This was an action of debt upon a sealed note brought by Burgess Sisk, assignee of Bartly Burris, *504against James Helms, the maker of the note. The declaration alleged that the note was assigned before it became due and before payment, but contained no averment of notice to the maker of the assignment. The defendant pleaded payment to Burris, the payee of the note, before the commencement of the suit. The plaintiff then amended his declaration by inserting the averment of notice to the maker, of the assignment of the note at the time the assignment was made; whereupon the defendant moved for a continuance of the cause on the ground that the amendment was material, but the Court overruled his motion, to which the defendant excepted. The plaintiff then demurred to the defendant’s plea, the defendant refused to join in demurrer, and the Court thereupon rendered judgment.against the defendant, as for want of a plea, for the amount of the note and interest.
The first error assigned is, that the Court erred in refusing a continuance. Whether they so erred or not depends upon the question of materiality in the amendment made; for it is only where such amendment is material that the opposite party is entitled, on account of it, to a continuance. R. S. 1843, p. 714, sect. 231.

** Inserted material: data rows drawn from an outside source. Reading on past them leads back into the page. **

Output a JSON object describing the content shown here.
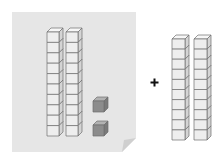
{
  "diagram": {
    "left_group": {
      "tens_rods": 2,
      "ones_cubes": 2,
      "cubes_per_rod": 10
    },
    "operator": "+",
    "right_group": {
      "tens_rods": 2,
      "ones_cubes": 0,
      "cubes_per_rod": 10
    }
  },
  "colors": {
    "paper": "#e6e6e6",
    "paper_fold": "#cfcfcf",
    "rod_front": "#eeeeee",
    "rod_top": "#f7f7f7",
    "rod_side": "#d4d4d4",
    "outline": "#6e6e6e",
    "unit_front": "#8c8c8c",
    "unit_top": "#b2b2b2",
    "unit_side": "#7a7a7a",
    "operator": "#111111"
  }
}
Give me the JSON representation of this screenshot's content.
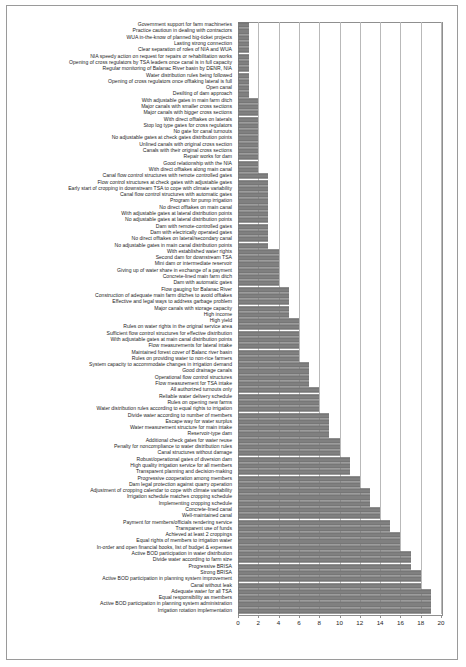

We think the amendment immaterial, and that the continuance was rightly refused. It was certainly immaterial unless it added a substantial averment to the declaration. What, then, constitutes such an averment? In Ewing et al. v. French, 1 Blackf. 170, we find the following definition: “The substantial parts of a declaration are those things which are material in constituting the plaintiff’s right to recover; the omission of which lies within the reach of a general demurrer.” Test the amendment in this case by the foregoing rule. The declaration, before amendment, averred the making of the note, its assignment to the plaintiff, and that it was not paid. Would the defendant have risked a general demurrer to that declaration? Were not the facts that the note was outstanding, and in possession of the plaintiff by assignment, prima facie evidence that it was still due and payable to the holder? And if the note had not been paid, the want of the averment of notice of the assignment would not have enabled the defendant to defeat the action. Nor, had the note been paid at the time of the assignment, would the aver*505ment of notice have rendered it again payable. Whether the question of notice will arise at all or not even on the trial, in this class of cases, is entirely contingent.

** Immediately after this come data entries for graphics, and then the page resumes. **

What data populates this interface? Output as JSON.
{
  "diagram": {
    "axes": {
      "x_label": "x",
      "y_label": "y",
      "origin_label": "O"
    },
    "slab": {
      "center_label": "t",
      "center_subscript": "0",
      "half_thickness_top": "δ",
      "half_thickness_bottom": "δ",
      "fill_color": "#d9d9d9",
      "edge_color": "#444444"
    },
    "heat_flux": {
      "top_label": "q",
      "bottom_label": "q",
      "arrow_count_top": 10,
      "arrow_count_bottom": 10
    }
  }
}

Again, we think the averment not necessary in the declaration, because the matter of it is more properly the subject of a plea. Whether the party defendant has paid the note at all or not to the assignor, or whether he so paid it before notice, or whether he has in fact had notice, are matters more peculiarly within his own knowledge; for as to the fact of notice even, we do not think it necessary that it should be given by the assignee: the assignor m.ight surely give a binding notice to the maker, of the fact that he had assigned the note. Again, we think, upon the statute, payment before notice is to be shown by the defendant. Had the note in this case been governed by the Zea; mercatoria, the defendant could not have set up payment to the assignor, even without notice. Our statute places notes like that here sued on, on the footing of commercial paper, so far as relates to their assignability and suability by the assignee, but contains a proviso that the defendant shall be entitled to defences that accrued before notice of the assignment. Now, it is for the defendant to show his defence. The plaintiff will not presume he has one,; and if he wishes to avoid, under the proviso in the statute, the plaintiff’s prim,a facie valid claim upon him, we think he must show a compliance with all the conditions required by that proviso to bring himself within it, Pie must aver in his plea that the defence he sets up, unless it naturally spring out of the note transaction and not collaterally, arose before notice of the assignment.

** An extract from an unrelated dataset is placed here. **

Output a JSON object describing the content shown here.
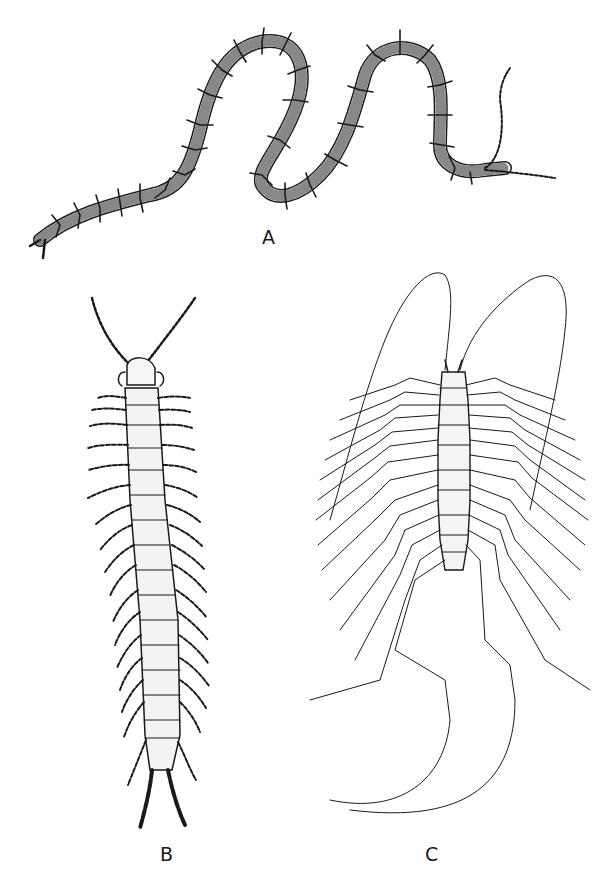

It is next alleged that the Court erred in rendering judgment, as for want of a plea, on the refusal of the defendant to join in demurrer. It is said the plaintiff should have added the joinder, and submitted the question of law raised by the demurrer to the Court. From the remarks that have preceded, it will be seen that this question of practice is not material in this decision, as the plea was substantially bad, an.d the decision of the Court, therefore, such as it should have-been, had the issue of law been formally presented. The de-, cisión, however, of the Court below upon this point, seems to *506have been in accoi’dance with the English practice. 3 Chitt. G. P. 755 to 757.
J. S. Newman, for the plaintiff. J. B. Julian, for the defendant. Per Curiam.The judgment is affirmed with costs.